Roy Eugene Graham, FAIA
World Heritage USA is pleased to present Roy Eugene Graham, FAIA a 2015 Ann Webster Smith Award in recognition of his many years of leadership and support for ICOMOS and World Heritage USA and for his distinguished body of work in service of the broad goals of international heritage preservation.
Professor Graham became actively involved with World Heritage USA early in his career, serving on the Board of Trustees of World Heritage USA for over 15 years, including a period as Secretary. He co-chaired the ICOMOS International committee on Interpretation and Presentation of Cultural Heritage Sites (ICIP) for a decade. He has frequently represented the United States at ICOMOS Triennial General Assemblies and rendered exemplary service. He served as president/rapporteur of the 1981 General Assembly in Rome and presented a paper at the 15th General Assembly in Xi’an, China (2005). He also represented the US at both the 1987 Washington, DC General Assembly and the 11th General Assembly held in Sofia, Bulgaria in 1996.
He has participated in and been a speaker on historic preservation related topics at a number of conferences internationally such as the annual assemblies of the Organization of World Heritage Cities, the Royal Institute of Canadian Architects, and the World Archeological Congress. He was keynote speaker at the Council of Europe meeting in Sarajevo, Bosnia Herzegovina in 1991.
Graham has also had a long a distinguished association with the International Centre for the Study of the Preservation and Restoration of Cultural Property (ICCROM), an intergovernmental organization based in Rome. He was an ICCROM sponsored speaker at meetings in Macedonia, Lithuania, Finland and Latvia. Sent to the Riga meeting by ICCROM, he was the US and ICROM voice in developing the Riga Charter on Authenticity and Historical Reconstruction in Relationship to Cultural Heritage. After he joined the faculty of the Catholic University of America, he established an urban conservation degree program and began working with ICCROM as well as the Pontifical Commission for the Conservation of the Artifacts and Historic Patrimony of the Church.
He organized and received a NAFTA grant for CUCINA (Consortium for Urban Conservation in North America, which included six universities from Canada, the US, and Mexico) that resulted in a student/faculty exchange between the countries.
As a Fellow of the American Institute of Architects and US/ ICOMOS, he is a recognized and well respected expert on architectural heritage conservation.

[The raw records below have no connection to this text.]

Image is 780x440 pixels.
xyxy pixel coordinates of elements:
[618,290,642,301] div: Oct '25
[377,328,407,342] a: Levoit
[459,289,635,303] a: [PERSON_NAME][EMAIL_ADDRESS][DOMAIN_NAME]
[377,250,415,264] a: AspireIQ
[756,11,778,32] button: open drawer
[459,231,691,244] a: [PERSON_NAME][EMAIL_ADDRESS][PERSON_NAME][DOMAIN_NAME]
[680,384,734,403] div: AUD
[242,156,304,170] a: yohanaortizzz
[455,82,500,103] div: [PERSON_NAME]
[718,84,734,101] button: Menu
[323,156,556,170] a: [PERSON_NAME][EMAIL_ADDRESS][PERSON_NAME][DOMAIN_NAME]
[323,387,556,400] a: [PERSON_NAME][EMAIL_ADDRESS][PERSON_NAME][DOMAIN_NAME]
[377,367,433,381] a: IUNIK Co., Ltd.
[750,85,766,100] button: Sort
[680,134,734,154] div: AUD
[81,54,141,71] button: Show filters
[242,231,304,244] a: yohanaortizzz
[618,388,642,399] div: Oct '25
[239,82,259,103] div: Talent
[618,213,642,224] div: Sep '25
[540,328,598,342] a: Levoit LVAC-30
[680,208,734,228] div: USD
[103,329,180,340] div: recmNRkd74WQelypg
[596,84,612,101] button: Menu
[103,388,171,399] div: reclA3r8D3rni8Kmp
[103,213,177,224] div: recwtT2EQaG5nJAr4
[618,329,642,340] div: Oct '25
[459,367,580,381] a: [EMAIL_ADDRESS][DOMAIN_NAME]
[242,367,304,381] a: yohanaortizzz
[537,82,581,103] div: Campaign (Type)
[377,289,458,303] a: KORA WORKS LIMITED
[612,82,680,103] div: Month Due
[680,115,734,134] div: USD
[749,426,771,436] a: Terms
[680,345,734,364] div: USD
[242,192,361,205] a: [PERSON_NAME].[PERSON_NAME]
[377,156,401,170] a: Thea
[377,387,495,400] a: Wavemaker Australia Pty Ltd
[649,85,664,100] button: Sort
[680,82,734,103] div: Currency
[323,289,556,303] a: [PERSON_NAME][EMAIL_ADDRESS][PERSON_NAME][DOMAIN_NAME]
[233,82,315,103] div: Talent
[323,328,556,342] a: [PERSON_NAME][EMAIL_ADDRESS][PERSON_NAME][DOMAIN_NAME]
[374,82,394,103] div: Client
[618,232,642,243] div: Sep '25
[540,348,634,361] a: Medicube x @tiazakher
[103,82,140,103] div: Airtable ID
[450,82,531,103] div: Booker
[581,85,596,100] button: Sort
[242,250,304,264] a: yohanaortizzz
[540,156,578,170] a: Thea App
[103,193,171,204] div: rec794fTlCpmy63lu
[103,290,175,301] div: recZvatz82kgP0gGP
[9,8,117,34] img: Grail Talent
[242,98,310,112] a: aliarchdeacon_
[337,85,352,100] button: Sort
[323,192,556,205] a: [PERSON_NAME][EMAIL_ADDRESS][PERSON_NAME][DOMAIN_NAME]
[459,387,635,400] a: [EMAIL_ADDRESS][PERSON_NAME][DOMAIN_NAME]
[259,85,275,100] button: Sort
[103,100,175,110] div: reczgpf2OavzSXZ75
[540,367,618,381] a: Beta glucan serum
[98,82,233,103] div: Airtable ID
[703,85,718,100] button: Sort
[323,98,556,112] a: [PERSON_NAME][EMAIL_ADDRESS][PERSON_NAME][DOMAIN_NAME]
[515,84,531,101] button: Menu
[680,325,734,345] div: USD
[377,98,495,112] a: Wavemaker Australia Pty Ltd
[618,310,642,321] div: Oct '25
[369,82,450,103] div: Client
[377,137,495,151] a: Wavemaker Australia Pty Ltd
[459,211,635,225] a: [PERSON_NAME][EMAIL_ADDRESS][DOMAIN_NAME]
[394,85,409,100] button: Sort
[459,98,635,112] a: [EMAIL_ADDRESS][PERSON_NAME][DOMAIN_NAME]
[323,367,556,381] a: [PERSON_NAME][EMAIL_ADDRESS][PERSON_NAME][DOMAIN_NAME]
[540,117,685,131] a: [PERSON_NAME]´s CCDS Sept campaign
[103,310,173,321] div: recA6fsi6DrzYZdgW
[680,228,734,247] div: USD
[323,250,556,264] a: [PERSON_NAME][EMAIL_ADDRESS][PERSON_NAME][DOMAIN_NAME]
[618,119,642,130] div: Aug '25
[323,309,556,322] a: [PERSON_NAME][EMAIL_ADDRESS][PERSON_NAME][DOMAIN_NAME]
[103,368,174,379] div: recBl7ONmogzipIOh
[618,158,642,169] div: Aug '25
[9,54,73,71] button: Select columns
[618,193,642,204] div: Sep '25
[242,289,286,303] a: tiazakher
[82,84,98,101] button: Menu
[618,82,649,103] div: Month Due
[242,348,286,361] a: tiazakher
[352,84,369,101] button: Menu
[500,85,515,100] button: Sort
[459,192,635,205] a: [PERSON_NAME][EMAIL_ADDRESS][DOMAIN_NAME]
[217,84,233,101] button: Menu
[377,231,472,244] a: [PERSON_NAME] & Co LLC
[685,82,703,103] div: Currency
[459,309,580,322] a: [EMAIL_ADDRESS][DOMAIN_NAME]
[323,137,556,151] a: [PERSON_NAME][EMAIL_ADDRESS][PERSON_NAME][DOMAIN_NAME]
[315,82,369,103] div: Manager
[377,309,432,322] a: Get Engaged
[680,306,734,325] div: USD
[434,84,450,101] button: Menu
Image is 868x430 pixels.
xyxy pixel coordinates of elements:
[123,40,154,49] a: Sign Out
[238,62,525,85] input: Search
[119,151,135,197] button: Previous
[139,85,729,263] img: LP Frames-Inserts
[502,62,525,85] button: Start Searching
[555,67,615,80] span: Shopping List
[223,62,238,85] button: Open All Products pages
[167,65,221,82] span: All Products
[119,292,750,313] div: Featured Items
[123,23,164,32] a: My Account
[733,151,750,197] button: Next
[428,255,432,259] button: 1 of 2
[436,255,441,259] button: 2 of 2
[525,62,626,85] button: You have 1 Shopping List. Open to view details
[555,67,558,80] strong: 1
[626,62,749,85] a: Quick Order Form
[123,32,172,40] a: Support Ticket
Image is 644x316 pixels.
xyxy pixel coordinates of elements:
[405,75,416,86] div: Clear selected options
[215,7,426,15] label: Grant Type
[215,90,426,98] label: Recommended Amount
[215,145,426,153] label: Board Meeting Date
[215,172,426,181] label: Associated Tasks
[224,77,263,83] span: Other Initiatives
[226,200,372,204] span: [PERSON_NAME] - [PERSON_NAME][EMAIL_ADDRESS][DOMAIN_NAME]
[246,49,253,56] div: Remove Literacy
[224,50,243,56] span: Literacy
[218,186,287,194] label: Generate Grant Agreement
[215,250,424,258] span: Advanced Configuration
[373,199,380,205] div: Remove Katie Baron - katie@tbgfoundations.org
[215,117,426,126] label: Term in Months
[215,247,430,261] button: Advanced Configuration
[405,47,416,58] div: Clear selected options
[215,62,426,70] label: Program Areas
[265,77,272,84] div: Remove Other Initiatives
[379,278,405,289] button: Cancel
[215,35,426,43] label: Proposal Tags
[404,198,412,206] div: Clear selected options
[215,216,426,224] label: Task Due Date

After the earthquake at Assisi, Graham served on a panel of experts giving professional advice to the Italian government on mitigating the damage to the Basilica of St. Francis. He was a part of group of experts from ICCROM who gave professional advice to India on the conservation of the Taj Mahal. In private practice, projects of note included a Conservation Plan for the World Heritage Town of Lunenburg, Canada and an inventory of cultural properties belonging to the Catholic Church in the US.
In 1991, Graham was awarded a Senior Fulbright Professorship at the University of Ljubljana, which led to further Fulbright funding in order for him to establish the Consortium for Urban Conservation in the North Adriatic between Slovenia, ICCROM and the Catholic University. Students produced Heritage Conservation Plans on historic sites in Slovenia and the Balkans.
In 2003, Graham became director of the historic preservation program at the University of Florida. As the Beinecke-Reeves Distinguished Professor, he worked to add historic preservation to the Master’s and Doctorate programs and established the Center for World Heritage Stewardship. At the request of the UNESCO World Heritage Center, he organized and selected speakers from Canada and the US to participate in a symposium on Mid-Century Modern Architecture in North America held in Miami. Professor Graham served on the Advisory Board of the National Park Service’s National Center for Preservation Technology and Training, serving as Chairman and became active on the board of the Florida Trust for Historic Preservation which awarded him The Carl Weinhardt Lifetime Achievement award in 2011 and named a preservation education award for him in 2014. In 2013, he received the James Marston Fitch Preservation Education Lifetime Achievement Award from the National Council for Preservation Education (NCPE).